Your Gut Bacteria Are What You Eat

A new study found that Japanese people, but not Americans, have gut bacteria that help them digest seaweed. The Japanese eat a lot more seaweed than Americans, of course. Presumably they acquired the gut bacteria from eating seaweed that wasn’t hyper-sterile. It’s more evidence that we are not designed to eat hyper-sterile food.

Thanks to Aaron Blaisdell and Deborah Estrin.

3 thoughts on “Your Gut Bacteria Are What You Eat

  1. This is one of your most important posts, I think, because it suggests both the mechanism and the use of fermented foods. Fermented versions of the foods we regularly eat will give us bacteria that will help digest the (unfermented versions of) the foods we regularly eat.

    Sounds like Americans should try to find ways to eat fermented corn. Perhaps like the Andean drink chicha – https://beverages.suite101.com/article.cfm/chicha

    This reminds me of the idea that some of the selection process that helped plants evolve into more useful forms was a function of people eating the “best” plants and then shitting the seeds out near where they lived. Rinse and repeat over a long time, and you end up with a proliferation of plants suited to human consumption.

  2. How do you think raw vs. cooked factors into the fermented foods issue? The live cultures in yogurt and kombucha clearly make it to your stomach alive, but when I make miso soup or cook tempeh, I can’t imagine the high heat is great for the bacteria and/or fungi.
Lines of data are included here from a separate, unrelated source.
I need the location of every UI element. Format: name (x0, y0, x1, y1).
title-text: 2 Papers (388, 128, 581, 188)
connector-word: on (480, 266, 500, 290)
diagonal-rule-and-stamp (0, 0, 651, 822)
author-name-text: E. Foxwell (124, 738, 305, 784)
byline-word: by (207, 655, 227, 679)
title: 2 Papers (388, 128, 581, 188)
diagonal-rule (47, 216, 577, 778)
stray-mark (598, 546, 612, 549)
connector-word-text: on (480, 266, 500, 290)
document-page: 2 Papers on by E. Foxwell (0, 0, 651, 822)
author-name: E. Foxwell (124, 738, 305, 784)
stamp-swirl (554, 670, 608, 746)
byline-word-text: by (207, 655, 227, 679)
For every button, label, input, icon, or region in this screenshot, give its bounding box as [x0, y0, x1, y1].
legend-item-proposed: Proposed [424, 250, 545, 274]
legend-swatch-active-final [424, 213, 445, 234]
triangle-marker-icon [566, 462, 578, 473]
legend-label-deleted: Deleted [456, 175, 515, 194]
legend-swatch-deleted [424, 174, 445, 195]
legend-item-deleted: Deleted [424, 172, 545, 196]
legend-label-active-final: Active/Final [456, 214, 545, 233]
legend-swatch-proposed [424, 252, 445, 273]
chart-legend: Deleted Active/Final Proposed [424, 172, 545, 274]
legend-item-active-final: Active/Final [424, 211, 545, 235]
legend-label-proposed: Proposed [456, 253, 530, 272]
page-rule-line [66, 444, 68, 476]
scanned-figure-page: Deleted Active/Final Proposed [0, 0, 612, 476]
Do you know of any research on whether they can make it through the cooking process? (Some bacteria can encyst, for instance.)

    I’m also curious about some claims that the fermentation process (for some substrates) ends with the death of the microbial community, via high acidity or alcohol content. Any pointers?

  3. Tim, my understanding is that Japanese cooks add miso to soup at the very end to avoid exactly the problem you mention: killing the bacteria.

    I haven’t read about how fermentation, if it lasts long enough, ultimately kills the bacteria but I’m sure it’s true. They run out of food, are poisoned by their own waste. So wine may be less healthy than other fermented foods where the bacteria are alive (or more alive).